Product Market Competition, Managerial Compensation, and Firm Size in Market Equilibrium
Ajay Subramanian ()
Additional contact information
Ajay Subramanian: Risk Management and Insurance, Robinson College of Business, Georgia State University, Atlanta, Georgia 30303
Management Science, 2013, vol. 59, issue 7, 1612-1630
Abstract:
We develop a tractable equilibrium model of competing firms in an industry to show how the distribution of firm qualities, moral hazard, and product market characteristics interact to affect firm size, managerial compensation, and market structure. Different determinants of product market competition have contrasting effects on firm size and managerial compensation. Although both firm size and managerial compensation increase with the entry cost, they increase with the elasticity of substitution if and only if firm size exceeds a high threshold but decrease if it is below a low threshold. Aggregate shocks to the firm productivity distribution affect incentives in our equilibrium framework. We show statistically and economically significant empirical support for several hypotheses derived from the theory that relates product market characteristics to managerial compensation, firm size, and the number of firms in the industry. Different determinants of competition indeed have contrasting effects, as predicted by the theory. This paper was accepted by Brad Barber, finance.
Keywords: product market competition; managerial compensation; firm size; market equilibrium (search for similar items in EconPapers)
Date: 2013
References: View references in EconPapers View complete reference list from CitEc
Citations: View citations in EconPapers (10)
Downloads: (external link)
http://dx.doi.org/10.1287/mnsc.1120.1650 (application/pdf)
Related works:
This item may be available elsewhere in EconPapers: Search for items with the same title.
Export reference: BibTeX
RIS (EndNote, ProCite, RefMan)
HTML/Text
Persistent link: https://EconPapers.repec.org/RePEc:inm:ormnsc:v:59:y:2013:i:7:p:1612-1630
Access Statistics for this article
More articles in Management Science from INFORMS Contact information at EDIRC.
Bibliographic data for series maintained by Chris Asher ().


■ What needs to be done
In the entries that follow, find the word "Tail" and report each line it is on.

■ Source records
• • • • •
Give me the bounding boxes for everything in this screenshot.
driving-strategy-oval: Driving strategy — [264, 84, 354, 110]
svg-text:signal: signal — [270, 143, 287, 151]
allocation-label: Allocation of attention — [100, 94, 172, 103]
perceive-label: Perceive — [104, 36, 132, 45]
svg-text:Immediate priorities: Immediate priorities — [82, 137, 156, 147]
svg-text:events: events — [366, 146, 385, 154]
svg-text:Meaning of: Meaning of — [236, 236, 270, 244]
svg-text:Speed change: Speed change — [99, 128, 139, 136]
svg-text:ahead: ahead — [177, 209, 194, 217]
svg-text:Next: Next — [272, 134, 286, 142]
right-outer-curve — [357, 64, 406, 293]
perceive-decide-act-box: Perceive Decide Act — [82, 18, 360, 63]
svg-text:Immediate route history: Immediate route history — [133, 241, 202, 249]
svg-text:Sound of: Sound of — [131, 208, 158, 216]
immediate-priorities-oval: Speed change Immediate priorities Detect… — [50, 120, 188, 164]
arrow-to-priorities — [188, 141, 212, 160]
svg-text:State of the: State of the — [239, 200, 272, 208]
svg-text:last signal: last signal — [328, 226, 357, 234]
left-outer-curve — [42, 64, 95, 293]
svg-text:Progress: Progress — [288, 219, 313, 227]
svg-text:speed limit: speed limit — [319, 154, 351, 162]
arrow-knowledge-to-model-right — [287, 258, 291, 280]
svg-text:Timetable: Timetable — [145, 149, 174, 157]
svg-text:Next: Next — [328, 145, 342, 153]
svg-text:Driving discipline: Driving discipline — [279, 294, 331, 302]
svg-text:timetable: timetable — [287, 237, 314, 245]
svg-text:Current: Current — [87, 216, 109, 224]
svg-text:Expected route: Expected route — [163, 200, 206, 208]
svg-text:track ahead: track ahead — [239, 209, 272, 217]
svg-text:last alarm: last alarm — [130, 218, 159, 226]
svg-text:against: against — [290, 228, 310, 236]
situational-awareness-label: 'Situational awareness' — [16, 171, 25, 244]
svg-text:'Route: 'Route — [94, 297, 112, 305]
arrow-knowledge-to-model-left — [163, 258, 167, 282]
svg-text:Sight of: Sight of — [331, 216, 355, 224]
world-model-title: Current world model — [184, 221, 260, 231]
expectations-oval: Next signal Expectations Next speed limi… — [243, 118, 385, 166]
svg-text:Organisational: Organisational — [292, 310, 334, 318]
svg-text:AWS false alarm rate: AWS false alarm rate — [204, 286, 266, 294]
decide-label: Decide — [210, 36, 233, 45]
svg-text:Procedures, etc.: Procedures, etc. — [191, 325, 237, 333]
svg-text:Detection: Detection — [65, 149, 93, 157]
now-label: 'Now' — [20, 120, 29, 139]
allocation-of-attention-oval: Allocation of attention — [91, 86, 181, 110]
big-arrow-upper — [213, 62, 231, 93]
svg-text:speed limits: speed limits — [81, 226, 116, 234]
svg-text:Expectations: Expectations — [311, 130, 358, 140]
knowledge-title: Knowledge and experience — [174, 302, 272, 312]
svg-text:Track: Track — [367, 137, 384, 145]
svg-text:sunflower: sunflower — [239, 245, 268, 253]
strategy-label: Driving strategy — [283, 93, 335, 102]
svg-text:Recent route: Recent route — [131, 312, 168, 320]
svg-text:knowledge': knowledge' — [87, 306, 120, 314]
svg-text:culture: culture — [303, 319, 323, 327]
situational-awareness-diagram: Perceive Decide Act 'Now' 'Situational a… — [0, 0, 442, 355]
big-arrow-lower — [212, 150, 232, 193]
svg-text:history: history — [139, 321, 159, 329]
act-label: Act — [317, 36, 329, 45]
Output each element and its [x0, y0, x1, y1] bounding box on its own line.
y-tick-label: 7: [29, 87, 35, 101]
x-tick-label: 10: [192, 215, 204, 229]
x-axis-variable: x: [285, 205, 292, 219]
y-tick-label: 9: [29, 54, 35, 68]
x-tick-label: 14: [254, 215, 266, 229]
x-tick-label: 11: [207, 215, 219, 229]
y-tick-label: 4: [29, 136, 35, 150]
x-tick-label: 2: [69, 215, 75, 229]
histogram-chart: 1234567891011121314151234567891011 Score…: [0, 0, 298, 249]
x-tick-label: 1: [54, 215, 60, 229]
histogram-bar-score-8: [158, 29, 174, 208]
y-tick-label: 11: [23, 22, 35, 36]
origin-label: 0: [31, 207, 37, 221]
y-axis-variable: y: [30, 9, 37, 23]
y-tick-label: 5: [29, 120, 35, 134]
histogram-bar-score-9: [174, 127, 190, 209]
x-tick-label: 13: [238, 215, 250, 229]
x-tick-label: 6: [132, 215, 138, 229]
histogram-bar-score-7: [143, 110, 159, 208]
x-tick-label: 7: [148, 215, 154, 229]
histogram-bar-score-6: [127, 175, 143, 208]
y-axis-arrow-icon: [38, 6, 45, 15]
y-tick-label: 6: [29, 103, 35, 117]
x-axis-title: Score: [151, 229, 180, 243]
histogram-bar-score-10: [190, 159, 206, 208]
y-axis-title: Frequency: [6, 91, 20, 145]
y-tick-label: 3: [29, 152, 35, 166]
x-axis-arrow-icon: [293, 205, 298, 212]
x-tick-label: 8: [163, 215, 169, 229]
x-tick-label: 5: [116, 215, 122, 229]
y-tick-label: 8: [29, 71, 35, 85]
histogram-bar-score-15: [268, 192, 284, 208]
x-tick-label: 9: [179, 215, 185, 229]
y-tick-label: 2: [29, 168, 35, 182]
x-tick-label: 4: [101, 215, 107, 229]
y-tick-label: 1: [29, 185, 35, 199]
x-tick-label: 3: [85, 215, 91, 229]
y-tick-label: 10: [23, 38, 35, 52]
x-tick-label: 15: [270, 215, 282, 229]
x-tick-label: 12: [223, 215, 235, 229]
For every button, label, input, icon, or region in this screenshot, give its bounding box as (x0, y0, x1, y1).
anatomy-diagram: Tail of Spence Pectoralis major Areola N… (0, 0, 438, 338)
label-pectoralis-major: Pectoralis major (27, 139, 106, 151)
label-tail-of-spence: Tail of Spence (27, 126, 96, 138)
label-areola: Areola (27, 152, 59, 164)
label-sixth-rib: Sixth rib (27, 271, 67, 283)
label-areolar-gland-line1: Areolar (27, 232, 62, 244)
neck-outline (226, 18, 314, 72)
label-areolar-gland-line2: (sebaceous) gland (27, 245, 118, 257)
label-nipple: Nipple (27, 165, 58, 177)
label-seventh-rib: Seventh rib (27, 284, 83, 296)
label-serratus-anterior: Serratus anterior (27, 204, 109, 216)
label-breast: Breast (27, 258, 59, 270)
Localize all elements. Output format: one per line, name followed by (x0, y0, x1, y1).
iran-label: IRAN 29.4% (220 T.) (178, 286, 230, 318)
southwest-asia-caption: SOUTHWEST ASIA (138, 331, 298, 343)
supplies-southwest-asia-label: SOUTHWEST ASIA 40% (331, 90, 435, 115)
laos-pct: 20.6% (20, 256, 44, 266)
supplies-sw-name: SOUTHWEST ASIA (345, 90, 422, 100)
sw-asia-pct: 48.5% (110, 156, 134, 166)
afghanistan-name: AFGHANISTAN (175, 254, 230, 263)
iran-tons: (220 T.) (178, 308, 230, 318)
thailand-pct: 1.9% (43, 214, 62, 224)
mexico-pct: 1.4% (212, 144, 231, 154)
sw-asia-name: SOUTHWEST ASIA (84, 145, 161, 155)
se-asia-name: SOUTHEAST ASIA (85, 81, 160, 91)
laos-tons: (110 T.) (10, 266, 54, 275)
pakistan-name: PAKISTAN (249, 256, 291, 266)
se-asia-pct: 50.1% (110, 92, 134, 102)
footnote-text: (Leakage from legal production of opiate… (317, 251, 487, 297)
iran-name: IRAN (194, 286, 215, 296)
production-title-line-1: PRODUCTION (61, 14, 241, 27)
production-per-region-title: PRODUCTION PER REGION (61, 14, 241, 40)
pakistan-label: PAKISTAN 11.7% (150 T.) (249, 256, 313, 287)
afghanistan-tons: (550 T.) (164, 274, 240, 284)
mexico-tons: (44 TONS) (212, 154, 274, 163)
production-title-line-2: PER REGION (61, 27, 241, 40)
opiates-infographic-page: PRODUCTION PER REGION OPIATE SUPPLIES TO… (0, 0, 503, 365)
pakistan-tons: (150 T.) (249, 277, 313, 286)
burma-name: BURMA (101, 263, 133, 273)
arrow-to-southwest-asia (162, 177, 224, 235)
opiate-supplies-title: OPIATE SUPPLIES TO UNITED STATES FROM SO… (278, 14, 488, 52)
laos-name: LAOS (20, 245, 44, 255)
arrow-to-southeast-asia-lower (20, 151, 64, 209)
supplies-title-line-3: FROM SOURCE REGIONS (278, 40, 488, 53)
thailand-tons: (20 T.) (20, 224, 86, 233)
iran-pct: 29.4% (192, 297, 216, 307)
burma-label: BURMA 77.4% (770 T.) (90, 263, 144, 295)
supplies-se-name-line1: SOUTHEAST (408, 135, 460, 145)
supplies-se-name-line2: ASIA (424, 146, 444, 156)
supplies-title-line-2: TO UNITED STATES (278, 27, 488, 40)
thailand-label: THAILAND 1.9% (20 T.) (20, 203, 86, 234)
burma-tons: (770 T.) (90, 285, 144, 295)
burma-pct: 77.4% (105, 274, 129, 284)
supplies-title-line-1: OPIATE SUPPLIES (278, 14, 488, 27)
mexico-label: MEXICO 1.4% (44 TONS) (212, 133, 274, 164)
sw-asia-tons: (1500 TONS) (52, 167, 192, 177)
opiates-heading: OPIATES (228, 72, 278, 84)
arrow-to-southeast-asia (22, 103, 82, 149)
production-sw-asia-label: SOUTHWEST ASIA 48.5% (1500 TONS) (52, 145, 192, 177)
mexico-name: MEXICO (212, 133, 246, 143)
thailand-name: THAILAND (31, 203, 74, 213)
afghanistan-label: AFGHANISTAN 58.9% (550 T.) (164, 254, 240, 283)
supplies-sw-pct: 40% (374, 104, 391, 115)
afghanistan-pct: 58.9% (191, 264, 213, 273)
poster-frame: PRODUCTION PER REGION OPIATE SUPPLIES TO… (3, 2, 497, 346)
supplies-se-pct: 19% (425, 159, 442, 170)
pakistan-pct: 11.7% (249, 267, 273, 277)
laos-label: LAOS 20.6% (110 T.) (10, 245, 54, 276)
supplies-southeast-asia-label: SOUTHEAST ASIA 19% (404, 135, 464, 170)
• • • • •
■ Result for this task
anatomy-diagram: Tail of Spence Pectoralis major Areola N… (0, 0, 438, 338)
label-tail-of-spence: Tail of Spence (27, 126, 96, 138)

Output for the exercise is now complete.